Monday, January 12, 2004

*Ø* Blogmanac January | Plough Monday



Plough Monday: First Monday after Epiphany

Like St Distaff's Day, Plough Monday in England of old represented a return to work after the Christmas holidays. Before the Protestant Reformation, ploughmen (or, plough bullockers) kept lights burning in front of certain images in the church, and there was also a procession, with the men gathering money for the support of these plough-lights as they were called. A plough light was a lamp in the church that was never allowed to go out .

After the Reformation, the procession continued, with the men collecting money to spend on grog instead. A plough known as the Fool Plough was decorated with ribbons among other things, and dragged from house to house by 30 or 40 men dressed in clean smock-frocks, hats and shirts (outside their coats) decorated with ribbons and wheat.
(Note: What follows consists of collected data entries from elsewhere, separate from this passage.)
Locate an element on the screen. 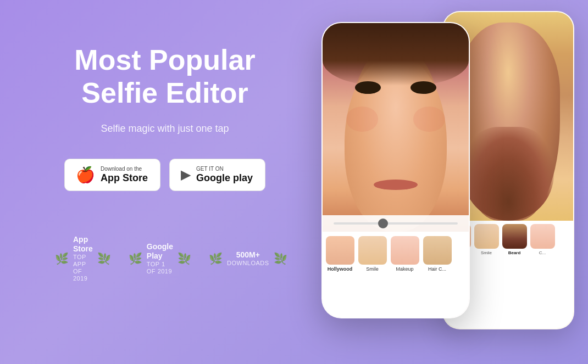  app-store-large-label: App Store is located at coordinates (124, 178).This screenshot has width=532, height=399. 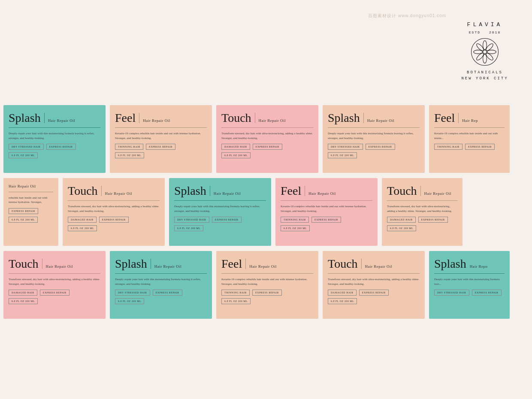 What do you see at coordinates (407, 16) in the screenshot?
I see `watermark: 百图素材设计 www.dongyun01.com` at bounding box center [407, 16].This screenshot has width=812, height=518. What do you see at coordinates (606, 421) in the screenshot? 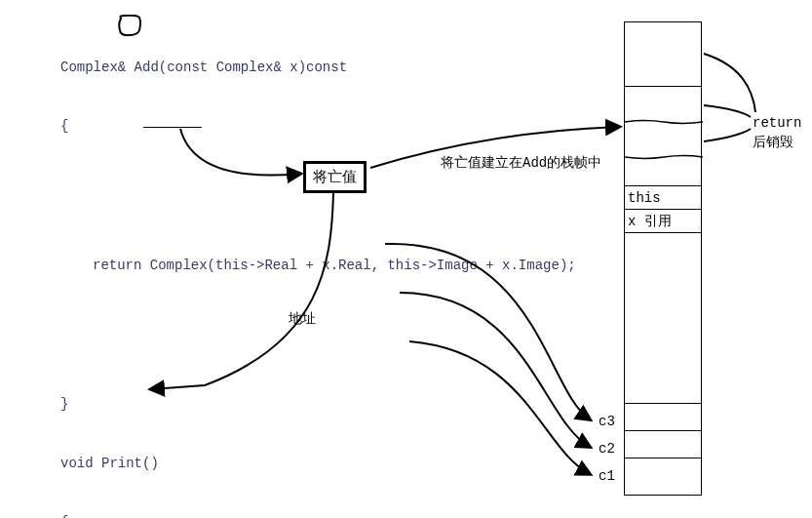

The Fool Plough was preceded by one ploughman in front dressed – over-dressed, in fact, and wearing a bullock’s tail – as an old woman known as Bessy, and carrying the money box. There was also a fool, or jester, in fantastic costume. In some parts of the country, morris dancers entertained the throng, and in the corn growing areas of eastern England, Plough Plays were versions of mumming plays. Sometimes there was a reproduction of an ancient sword dance that might have Scandinavian, Germanic or Roman origins. One of the ‘mummers’ wore a fox-skin hood, the meaning of which has been lost in the passing centuries ...

This is just a snippet of today's stories. Read all about today in folklore, historical oddities, inspiration and alternatives at the Wilson's Almanac Book of Days, every day. Click today's date when you're there.